Forgiving my father didn’t mean I trusted him. It didn’t mean I let my daughter sit on his lap. It didn’t mean I cuddled with him. Even in his old age, he made sexually inappropriate remarks. Though he was a generous, hardworking, and dependable man in many ways, I never knew what he might do or say. I felt oppressed and unsafe in his presence. I could not trust him to keep his hands to himself, nor to keep his words pure.

fence Pictures, Images and PhotosHence, I limited my time with him. I set boundaries against his sin. The matter-of-factness of those words belies years of deep conflict. I longed for a real reconciliation. I wanted a father’s love. In my adult life, I’d never tried to get him talk about what happened. For many years, he was just too powerful a figure. With him, I remained a small child.

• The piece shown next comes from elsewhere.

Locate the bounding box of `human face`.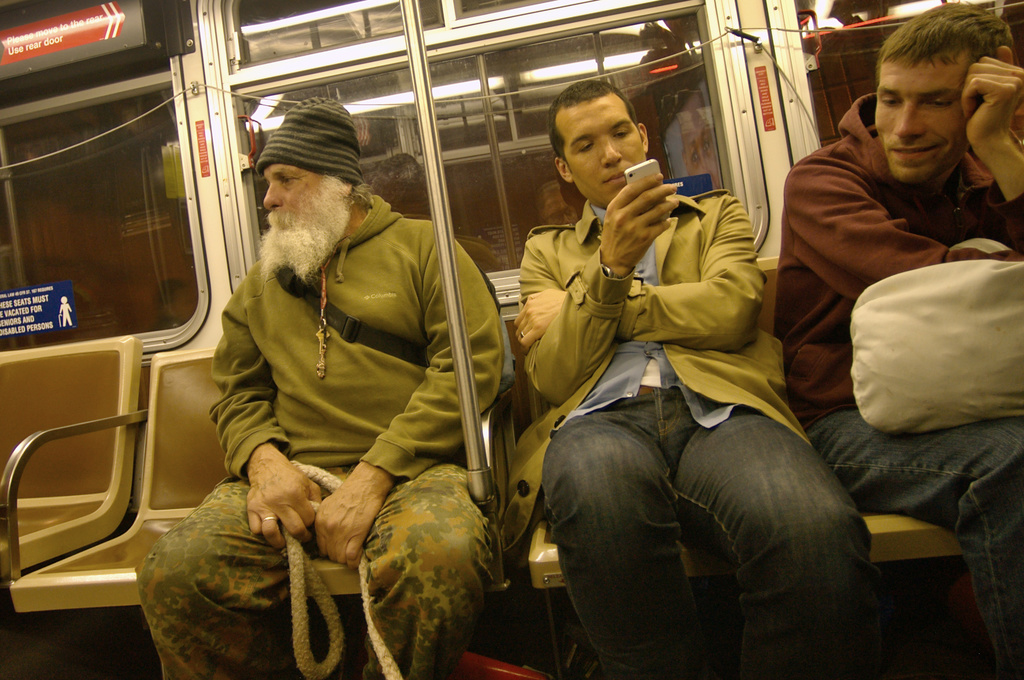
Bounding box: select_region(255, 165, 342, 279).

However, as I grew larger in my own eyes, he grew smaller. Finally, at nearly forty years old, I wrote “the honest letter.” After expressing my thanks for many aspects of my upbringing, I named the abuse and speculated on his own pain that had been acted out on me in the abuse.  I ended with: “I wish you wanted to know me, Dad. I wish you’d ask my forgiveness for the sexual abuse. I wish you would, even now, face your own pain.”

An excerpt from Trading Fathers, my memoir, continues the story:  ”After two weeks, he wrote a two word response:  ’I'm sorry.’ But he wasn’t sorry enough to engage in real discussion. He wasn’t sorry enough to explore his own motivation. He wsn’t sorry enough to hear my pain….I had done my part to try to reconcile. I’d exposed my heart to him. In response, he gave me two words. Admittedly, they were the necessary words. But they were not sufficient. Two words were not enough to build on. I’d often fantasized a warm relationship with him. Now I could deal with the reality. My father would not pay the price.”

Is there someone in your life who you have forgiven but don’t trust? What is that like for you?

Father-God, thank you for paying the price for relationship with us.